The accident was terrifying and traumatic, but it eventually led me in one positive direction. As 1970 rolled around, I started to slowly recover my strength and mobility. I took yoga classes and did other exercises, but I was still inactive compared to my pre-accident days. I put on weight. Since my teenage years I’d always thought I was too fat, and it only got worse after the accident. This was the Twiggy era and curves had gone the way of car fins. I had never been clinically overweight, but as I was forced into a more sedentary lifestyle I felt out of shape. My new, fuller figure aggravated my body image issues and sometimes sent me into bouts of panic.
Every afternoon I waited on our front steps for Jessica to come home from school. She would come out in mid-afternoon, wave to me from across the street, and look both ways with her teacher and classmates. When it was clear to cross, she ran toward me with her arms flung out. It was the best time of my day, and it wasn’t unusual for me to go out earlier than necessary to wait for her.
My schedule coincided with a neighbor’s. She was a thickset woman with a heavy blonde braid that hung down to her waist. She’d always come by on her bike as I settled down on the steps with a book. As she cycled, her wide thighs pumped up and down and her large breasts jiggled, seemingly unrestrained by a bra. The rack on her bike was crammed with paintbrushes, colored pencils, and other art supplies, so I figured she was a student at the nearby art college. She looked to be around my age and we often smiled at each other.
One day as she pedaled slowly down the street I waved and said hello. She stopped and we started to chat.
“Are you an artist?” I asked.
“I’m taking classes at the art school and I also do some modeling,” she said.
Modeling? The only models I’d seen were the wispy creatures who wore haute couture and haunted the pages of fashion magazines, the ones I wanted to look like.

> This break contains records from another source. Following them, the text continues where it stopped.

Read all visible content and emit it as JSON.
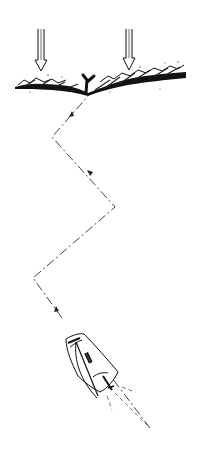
{
  "illustration": {
    "description": "Line drawing of a sailboat tacking in a zigzag course toward a rocky shoreline/reef, with two downward arrows above the shore",
    "colors": {
      "background": "#ffffff",
      "ink": "#111111",
      "path": "#444444"
    },
    "icons": {
      "arrow_left": "down-arrow-icon",
      "arrow_right": "down-arrow-icon",
      "shore": "shoreline-reef",
      "boat": "sailboat-icon",
      "course": "dash-dot-course-line"
    }
  }
}
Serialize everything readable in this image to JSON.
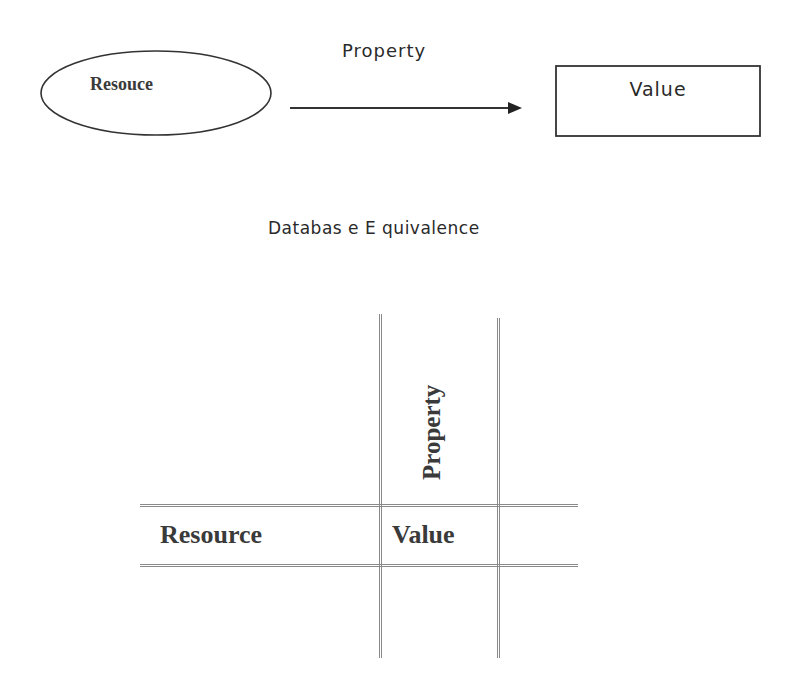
{
  "top_diagram": {
    "resource_label": "Resouce",
    "property_label": "Property",
    "value_label": "Value"
  },
  "section_title": "Databas e E quivalence",
  "table_diagram": {
    "column_header": "Property",
    "row_header": "Resource",
    "cell_value": "Value"
  }
}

This savvy, self-confident woman must have sensed my doubt. I hoped I hadn’t offended her.
“I do nude modeling for the painting and sculpture students, and I’m more in demand than skinny women. They love all my curves and creases,” she answered.
Suddenly I saw an opportunity. If she could model, so could I. I could earn some extra money and maybe even start to feel better about my body.
“How’d you get involved in that?
” I asked.
“Oh, the school always needs models. It’s a great way to earn some money, especially if you don’t want a straight job.”
I summoned up my courage and asked, “Do you think I could do it?”
“Sure. They’d be happy to have you.” With a cobalt blue pencil she scrawled a phone number on the corner of a piece of drawing paper, tore it off, and handed it to me.
Within a year I was modeling regularly for students at local art schools and for a few full-fledged artists. I began to develop first an acceptance and then an appreciation of my body. Occasionally I saw flashes of excitement on the artists’ faces, which surprised and delighted me. My body hadn’t changed, but my perception of it sure was shifting. When I looked at their paintings and sketches of me, I saw them through the artists’ eyes. The bulges that I thought were so awful actually began to look appealing.
Holding poses for lengthy periods also gave me plenty of time to think, and I started to reflect on the fluid nature of beauty. It was hard not to. I was coming to peace with a body that I had thought of as a misfortune for a long time.
For the first time in my young life, I started to think about how the notion of beauty isn’t fixed, and how impossibly slippery the idea of the perfect body is. In those days, the waif was the ideal. A couple of decades earlier Marilyn Monroe could lay claim to the perfect figure. I did a little research and discovered Lillian Russell, a sex symbol in the late 1800s, who, at times, tipped the scale at two hundred pounds.